How to create a Load Balancer

  1. Click Load Balancers in the Network section of the Scaleway Console side menu. If you have not already created Load Balancer, the product creation page is displayed:

  2. Click Create Load Balancer. The creation wizard displays.

  3. Enter a name for your Load Balancer. Optionally, you can also add a description and assign tags to help organize your Load Balancers.

  4. Choose the Availability Zone in which your Load Balancer will be deployed geographically. Currently we provide the following Availability Zones:

    • PAR1: Paris 1, France.
    • PAR2: Paris 2, France (innovative and sustainable availability zone).
    • AMS1: Amsterdam, The Netherlands.
    • AMS2: Amsterdam 2, The Netherlands.
    • WAW1: Warsaw, Poland.
    • WAW2: Warsaw, Poland.
  5. Select a Load Balancer type, according to your needs in terms of bandwidth and whether you want to be able to attach backend servers from other cloud providers than Scaleway (Multi-cloud provider).

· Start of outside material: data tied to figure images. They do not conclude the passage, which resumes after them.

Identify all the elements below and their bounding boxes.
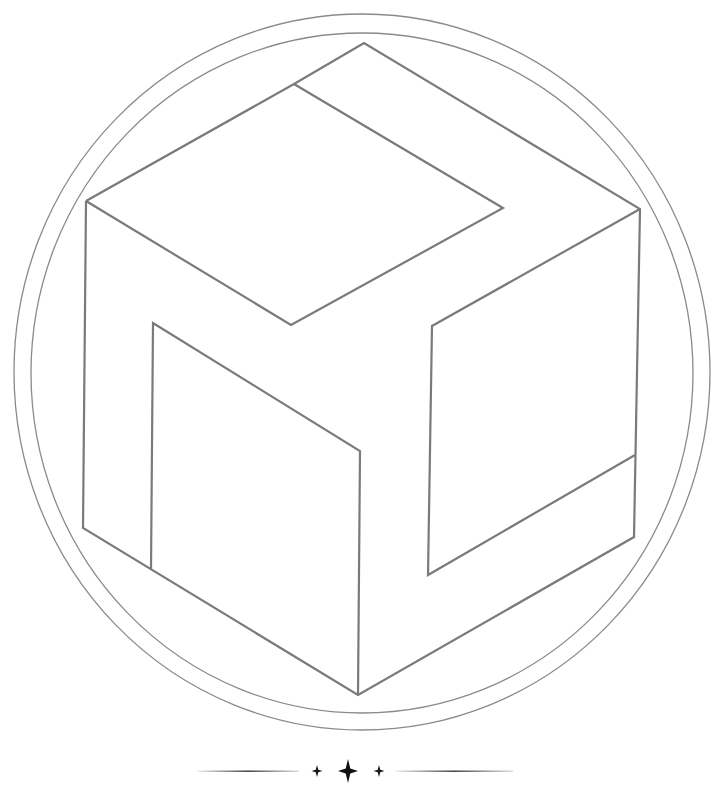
inner-circle: [31, 33, 693, 713]
divider-line-right: [395, 771, 513, 772]
cube-emblem: [0, 0, 719, 787]
top-face-panel: [86, 84, 503, 325]
small-star-left-icon: [312, 765, 323, 777]
outer-circle: [14, 14, 710, 730]
large-star-icon: [338, 759, 358, 783]
small-star-right-icon: [374, 765, 385, 777]
ornamental-divider: [0, 740, 719, 787]
divider-line-left: [197, 771, 299, 772]
double-circle-frame: [14, 14, 710, 730]
right-face-panel: [428, 209, 640, 575]
left-face-panel: [151, 323, 360, 695]
cube-outline-top-right: [83, 43, 640, 695]
cube-lines: [83, 43, 640, 695]
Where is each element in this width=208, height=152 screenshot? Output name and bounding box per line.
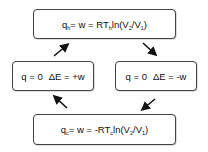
ln-part: ln(V: [112, 19, 129, 30]
delta-e-label: ΔE = +w: [49, 71, 85, 82]
close-paren: ): [145, 124, 148, 135]
q-zero-label: q = 0: [126, 71, 147, 82]
slash-part: /V: [132, 19, 141, 30]
ln-part: ln(V: [113, 124, 130, 135]
top-equation: qh= w = RThln(V2/V1): [62, 19, 147, 30]
isothermal-compression-box: qc= w = -RTcln(V2/V1): [33, 114, 176, 145]
arrow-right-to-bottom: [143, 99, 155, 109]
arrow-bottom-to-left: [55, 97, 67, 108]
arrow-left-to-top: [54, 45, 67, 56]
adiabatic-compression-box: q = 0ΔE = +w: [12, 61, 94, 91]
delta-e-label: ΔE = -w: [153, 71, 187, 82]
equation-part: = w = RT: [70, 19, 108, 30]
close-paren: ): [144, 19, 147, 30]
q-zero-label: q = 0: [21, 71, 42, 82]
arrow-top-to-right: [143, 43, 155, 54]
slash-part: /V: [133, 124, 142, 135]
adiabatic-expansion-box: q = 0ΔE = -w: [115, 61, 197, 91]
bottom-equation: qc= w = -RTcln(V2/V1): [61, 124, 149, 135]
isothermal-expansion-box: qh= w = RThln(V2/V1): [33, 9, 176, 39]
equation-part: = w = -RT: [69, 124, 111, 135]
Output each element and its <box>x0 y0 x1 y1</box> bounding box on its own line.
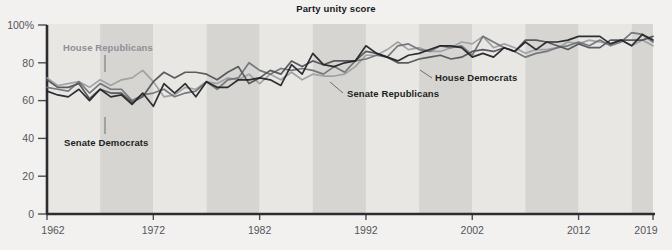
series-label-senate-democrats: Senate Democrats <box>64 137 149 148</box>
y-tick-label: 80 <box>22 57 34 69</box>
background-band <box>579 24 632 214</box>
y-axis-tick-labels: 020406080100% <box>7 19 34 220</box>
x-tick-label: 1982 <box>248 224 272 236</box>
y-tick-label: 40 <box>22 132 34 144</box>
background-band <box>419 24 472 214</box>
x-tick-label: 1992 <box>354 224 378 236</box>
x-axis-tick-labels: 1962197219821992200220122019 <box>41 224 658 236</box>
series-label-senate-republicans: Senate Republicans <box>347 88 439 99</box>
background-band <box>206 24 259 214</box>
x-tick-label: 2019 <box>634 224 658 236</box>
background-band <box>632 24 653 214</box>
series-label-house-republicans: House Republicans <box>63 42 153 53</box>
background-band <box>313 24 366 214</box>
background-band <box>260 24 313 214</box>
x-tick-label: 2012 <box>567 224 591 236</box>
background-band <box>525 24 578 214</box>
background-band <box>153 24 206 214</box>
series-label-house-democrats: House Democrats <box>435 72 517 83</box>
y-tick-label: 60 <box>22 94 34 106</box>
x-tick-label: 1962 <box>41 224 65 236</box>
y-tick-label: 100% <box>7 19 34 31</box>
y-tick-label: 0 <box>28 208 34 220</box>
y-tick-label: 20 <box>22 170 34 182</box>
x-tick-label: 1972 <box>142 224 166 236</box>
chart-container: Party unity score 020406080100% 19621972… <box>0 0 672 250</box>
party-unity-line-chart: 020406080100% 19621972198219922002201220… <box>0 0 672 250</box>
x-tick-label: 2002 <box>461 224 485 236</box>
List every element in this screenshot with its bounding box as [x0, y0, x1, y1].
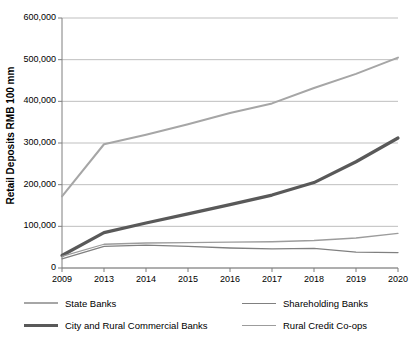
legend-label-shareholding-banks: Shareholding Banks [283, 298, 368, 309]
chart-legend: State Banks Shareholding Banks City and … [24, 292, 398, 338]
series-line-state-banks [62, 58, 398, 197]
y-tick-label: 0 [8, 262, 56, 272]
legend-swatch-city-rural-commercial-banks [24, 324, 58, 327]
y-tick-label: 400,000 [8, 95, 56, 105]
legend-row-1: State Banks Shareholding Banks [24, 292, 398, 314]
legend-label-state-banks: State Banks [65, 298, 116, 309]
x-tick-label: 2016 [210, 274, 250, 284]
x-tick-label: 2009 [42, 274, 82, 284]
chart-container: Retail Deposits RMB 100 mm State Banks S… [0, 0, 410, 347]
y-tick-label: 200,000 [8, 179, 56, 189]
y-tick-label: 300,000 [8, 137, 56, 147]
series-line-shareholding-banks [62, 245, 398, 259]
y-tick-label: 600,000 [8, 12, 56, 22]
series-line-rural-credit-co-ops [62, 233, 398, 256]
legend-item-shareholding-banks: Shareholding Banks [242, 292, 398, 314]
legend-item-state-banks: State Banks [24, 292, 242, 314]
x-tick-label: 2014 [126, 274, 166, 284]
legend-row-2: City and Rural Commercial Banks Rural Cr… [24, 314, 398, 336]
x-tick-label: 2018 [294, 274, 334, 284]
x-tick-label: 2017 [252, 274, 292, 284]
legend-item-rural-credit-coops: Rural Credit Co-ops [242, 314, 398, 336]
x-tick-label: 2020 [378, 274, 410, 284]
legend-label-city-rural-commercial-banks: City and Rural Commercial Banks [65, 320, 208, 331]
legend-swatch-state-banks [24, 302, 58, 304]
legend-swatch-shareholding-banks [242, 303, 276, 304]
y-tick-label: 500,000 [8, 54, 56, 64]
x-tick-label: 2019 [336, 274, 376, 284]
y-tick-label: 100,000 [8, 220, 56, 230]
x-tick-label: 2015 [168, 274, 208, 284]
x-tick-label: 2013 [84, 274, 124, 284]
legend-item-city-rural-commercial-banks: City and Rural Commercial Banks [24, 314, 242, 336]
legend-label-rural-credit-coops: Rural Credit Co-ops [283, 320, 367, 331]
legend-swatch-rural-credit-coops [242, 325, 276, 326]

  6. Select an IP address for your Load Balancer. You can either allocate a new IP, or select one of your existing IPs.

  7. Configure your Load Balancer’s frontend by entering a name and a port. The frontend will listen on this port, and forward the requests it receives from clients to the backend(s). Note that you cannot add an SSL certificate at this stage, but you can add one after the creation of the Load Balancer. Similarly, you will be able to enable HTTP/3 after adding a certificate.

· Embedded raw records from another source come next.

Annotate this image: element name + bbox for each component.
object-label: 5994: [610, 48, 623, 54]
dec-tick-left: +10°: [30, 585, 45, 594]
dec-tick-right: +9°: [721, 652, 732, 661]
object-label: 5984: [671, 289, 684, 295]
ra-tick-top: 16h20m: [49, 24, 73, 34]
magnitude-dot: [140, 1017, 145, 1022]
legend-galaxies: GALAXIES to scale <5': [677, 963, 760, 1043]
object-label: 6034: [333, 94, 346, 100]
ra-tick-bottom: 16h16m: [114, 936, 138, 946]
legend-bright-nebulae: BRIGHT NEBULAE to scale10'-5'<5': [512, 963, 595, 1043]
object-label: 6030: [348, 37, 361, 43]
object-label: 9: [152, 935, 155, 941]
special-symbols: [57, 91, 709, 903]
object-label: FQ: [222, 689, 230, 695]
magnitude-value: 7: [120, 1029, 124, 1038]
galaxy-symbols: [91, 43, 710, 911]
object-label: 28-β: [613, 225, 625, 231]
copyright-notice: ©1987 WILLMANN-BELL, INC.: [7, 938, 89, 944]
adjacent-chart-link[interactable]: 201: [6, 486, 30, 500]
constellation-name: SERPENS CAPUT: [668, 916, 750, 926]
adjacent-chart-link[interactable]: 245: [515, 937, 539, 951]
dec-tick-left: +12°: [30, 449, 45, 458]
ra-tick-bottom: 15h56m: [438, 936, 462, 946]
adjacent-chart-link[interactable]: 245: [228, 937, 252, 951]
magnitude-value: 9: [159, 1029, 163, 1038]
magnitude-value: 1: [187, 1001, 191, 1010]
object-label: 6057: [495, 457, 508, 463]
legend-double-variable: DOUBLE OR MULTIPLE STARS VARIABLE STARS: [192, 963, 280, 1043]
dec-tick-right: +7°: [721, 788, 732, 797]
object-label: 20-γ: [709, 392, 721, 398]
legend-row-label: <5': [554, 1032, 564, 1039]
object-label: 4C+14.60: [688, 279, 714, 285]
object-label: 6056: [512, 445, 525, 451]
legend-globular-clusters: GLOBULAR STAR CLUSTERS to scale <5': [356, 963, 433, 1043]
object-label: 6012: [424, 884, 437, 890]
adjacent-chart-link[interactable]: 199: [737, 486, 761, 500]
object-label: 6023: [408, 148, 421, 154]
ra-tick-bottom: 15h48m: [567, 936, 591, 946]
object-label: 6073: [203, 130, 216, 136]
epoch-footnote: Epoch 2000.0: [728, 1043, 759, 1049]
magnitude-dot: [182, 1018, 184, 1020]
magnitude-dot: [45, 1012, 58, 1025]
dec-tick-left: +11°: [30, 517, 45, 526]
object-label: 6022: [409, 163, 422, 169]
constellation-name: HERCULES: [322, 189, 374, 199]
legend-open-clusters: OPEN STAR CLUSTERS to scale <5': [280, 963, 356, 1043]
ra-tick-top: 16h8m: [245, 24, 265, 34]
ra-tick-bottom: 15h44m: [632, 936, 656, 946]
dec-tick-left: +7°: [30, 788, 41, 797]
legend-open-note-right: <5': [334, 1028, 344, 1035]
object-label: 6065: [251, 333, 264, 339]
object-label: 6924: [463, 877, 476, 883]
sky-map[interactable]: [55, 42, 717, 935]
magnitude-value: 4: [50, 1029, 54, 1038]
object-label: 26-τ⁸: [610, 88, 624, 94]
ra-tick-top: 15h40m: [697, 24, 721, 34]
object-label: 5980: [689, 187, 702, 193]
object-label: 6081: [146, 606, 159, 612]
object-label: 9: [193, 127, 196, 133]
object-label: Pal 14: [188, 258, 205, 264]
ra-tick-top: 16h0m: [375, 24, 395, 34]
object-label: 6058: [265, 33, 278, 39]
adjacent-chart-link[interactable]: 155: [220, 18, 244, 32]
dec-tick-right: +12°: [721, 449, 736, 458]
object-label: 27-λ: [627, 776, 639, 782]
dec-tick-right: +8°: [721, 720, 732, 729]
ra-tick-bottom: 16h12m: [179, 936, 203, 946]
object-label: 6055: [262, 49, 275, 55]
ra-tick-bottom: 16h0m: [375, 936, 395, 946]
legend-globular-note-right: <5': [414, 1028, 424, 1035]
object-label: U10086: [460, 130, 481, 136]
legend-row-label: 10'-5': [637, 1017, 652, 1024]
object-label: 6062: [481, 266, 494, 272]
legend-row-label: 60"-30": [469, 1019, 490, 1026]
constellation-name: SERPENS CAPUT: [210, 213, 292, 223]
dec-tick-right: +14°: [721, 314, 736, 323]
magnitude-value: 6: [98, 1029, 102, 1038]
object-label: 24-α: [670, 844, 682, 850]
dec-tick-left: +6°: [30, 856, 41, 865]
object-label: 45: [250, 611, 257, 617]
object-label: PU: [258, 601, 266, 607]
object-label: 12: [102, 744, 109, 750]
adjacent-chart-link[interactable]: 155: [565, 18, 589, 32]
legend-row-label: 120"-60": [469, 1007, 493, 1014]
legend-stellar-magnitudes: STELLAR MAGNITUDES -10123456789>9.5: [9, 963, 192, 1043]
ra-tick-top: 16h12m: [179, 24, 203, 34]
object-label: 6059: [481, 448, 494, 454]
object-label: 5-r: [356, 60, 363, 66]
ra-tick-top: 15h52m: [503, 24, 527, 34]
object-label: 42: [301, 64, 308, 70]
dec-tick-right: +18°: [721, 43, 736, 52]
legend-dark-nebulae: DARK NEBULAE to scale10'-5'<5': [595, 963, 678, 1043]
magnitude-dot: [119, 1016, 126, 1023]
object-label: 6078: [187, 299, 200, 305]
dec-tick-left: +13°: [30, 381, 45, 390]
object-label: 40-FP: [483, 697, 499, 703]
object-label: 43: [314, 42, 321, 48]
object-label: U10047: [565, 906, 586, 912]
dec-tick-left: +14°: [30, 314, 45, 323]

  8. Configure your Load Balancer’s backend by entering a name, and the protocol and port it should use to connect to the backend servers. Choose whether to activate TLS encryption and select also a proxy protocol option, health check method and add the server IPs (one or many) of the backend server(s) it should direct traffic to.

    Depending on the options you choose, you may be prompted for additional configurations such as the Verify certificate setting if you activate TLS encryption.

    For more information on choosing configuration settings for your Load Balancer’s backend, see our dedicated reference documentation.

  9. Configure advanced settings if required:

    • S3 failover: activate the feature and enter a Scaleway Object Storage Bucket Website URL (e.g. https://my-bucket.s3-website.nl-ams.scw.cloud). If none of your backend servers are available, users will be redirected to this page.
      Note:

      The S3 failover feature is only available for Load Balancers using the HTTP protocol on their backend. Find out more about setting up a static website with Object Storage in our dedicated documentation.

    • Sticky session: activate the feature if you want a particular user session to stick to the same backend server. This is useful if your users need their requests to be served by a single server in order to maintain a consistent session. If relevant, you will be prompted to enter the name for a cookie that will bind users’ sessions to specific backend servers.
  10. Click Create a Load Balancer.

Note:

You can add additional frontends and backends to your Load Balancer after its creation.

Load Balancer limitations

The following technical limitations apply when using the Load Balancers product:

  • Your external highly available IP address can only be IPv4. However it is possible to use IPv6 between your Load Balancer and backend servers.
  • Each Load Balancer supports only one highly available frontend IP.

For further information, refer to the Load Balancers FAQ and API documentation.